State v. Hicks, No. 17-0130, 2018 WL 1433788, at *1-2 (Iowa Ct. App. Mar. 21,

2018).

Hicks was charged with first-degree murder. He pled not guilty, claiming

self-defense and intoxication. Before trial, he made a motion to compel evidence

relating to a glass table that was broken during the fight. The State claimed that

they did not have custody of the evidence Hicks sought, so it was never turned

over to him. After a six-day bench trial, the court found Hicks guilty of first-degree

murder, in violation of Iowa Code section 707.2(1)(a) (2017).

Hicks appealed, raising several pro se claims including prosecutorial

misconduct based on a violation of the principles laid out in Brady v. Maryland, 373

U.S. 83 (1963), alleging the State suppressed the evidence relating to the glass

table. He also contested Lemon’s cause of death and claimed ineffective

assistance of counsel. This court found no evidence the State suppressed any

evidence. Hicks, 2018 WL 1433788, at *10. The court found that Hicks’s conduct

was the cause of Lemon’s death. Id. Finally, the court found the record was not

adequately developed to decide the issue of ineffective assistance but preserved

the claim for PCR proceedings. Id. at *11.

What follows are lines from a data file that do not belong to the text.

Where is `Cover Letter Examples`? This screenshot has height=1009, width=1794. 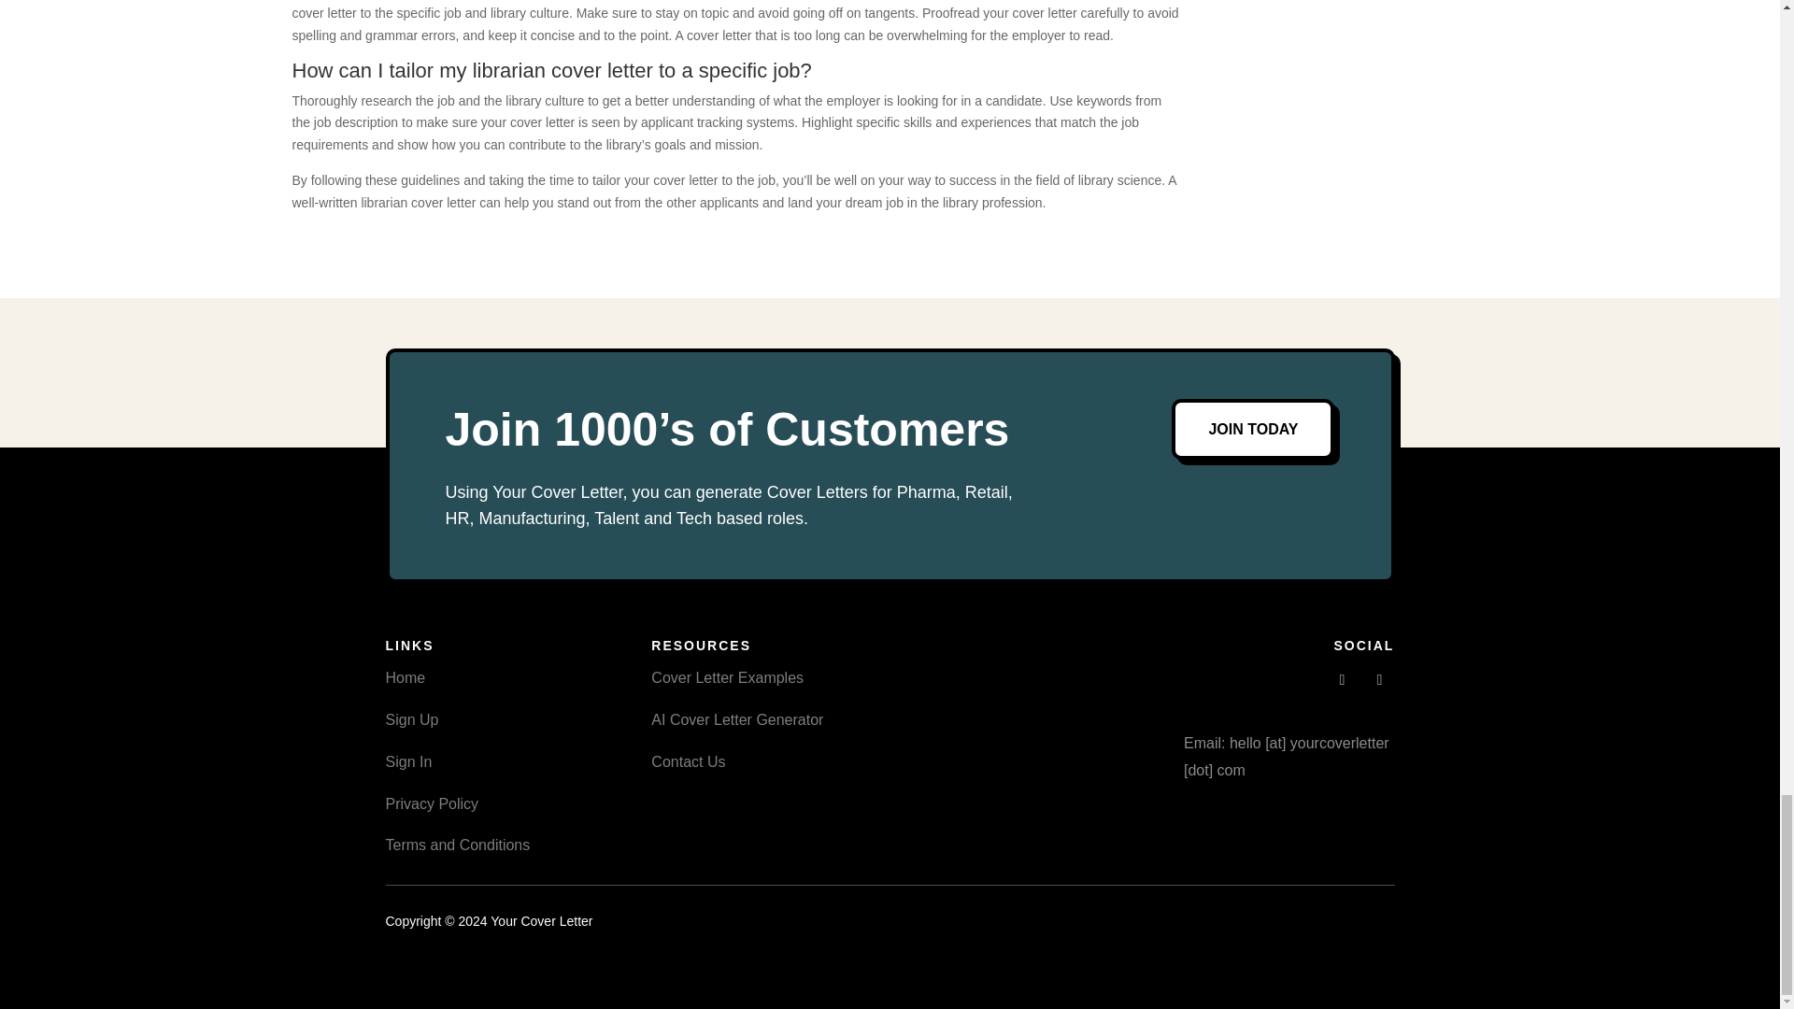
Cover Letter Examples is located at coordinates (727, 679).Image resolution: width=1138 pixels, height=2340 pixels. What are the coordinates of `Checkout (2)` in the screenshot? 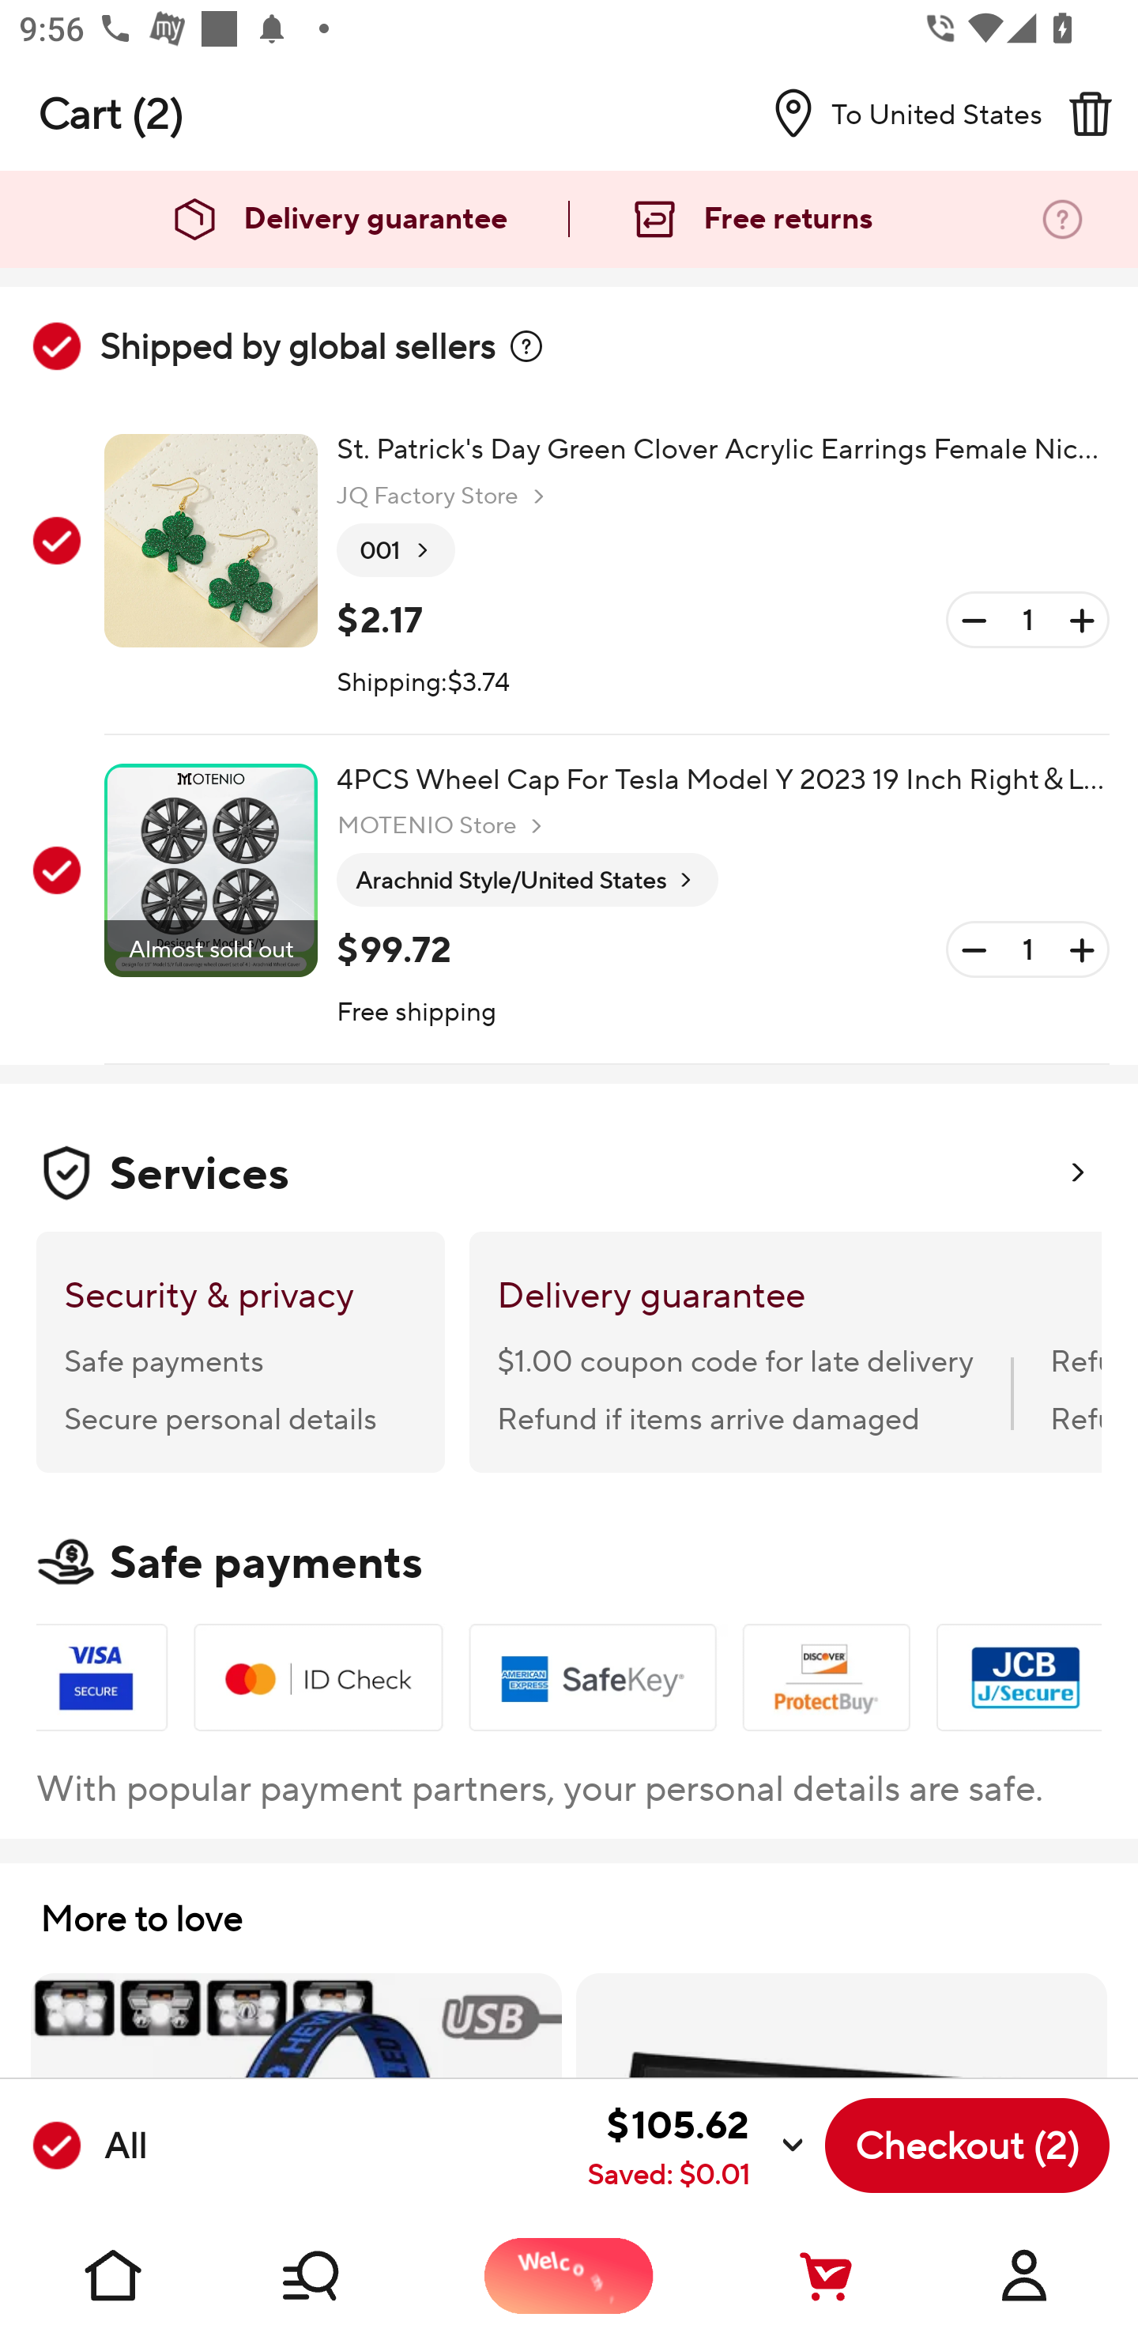 It's located at (968, 2146).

Hicks filed a pro se PCR application on August 2, 2018—his first. He raised

several issues, including a claim of ineffective assistance of trial counsel based on

his counsel’s failure to hire medical experts to testify about his post-traumatic 5

stress disorder (PTSD) and the cause of Lemon’s death, and their failure to

aggressively search for the glass and other items from the broken table.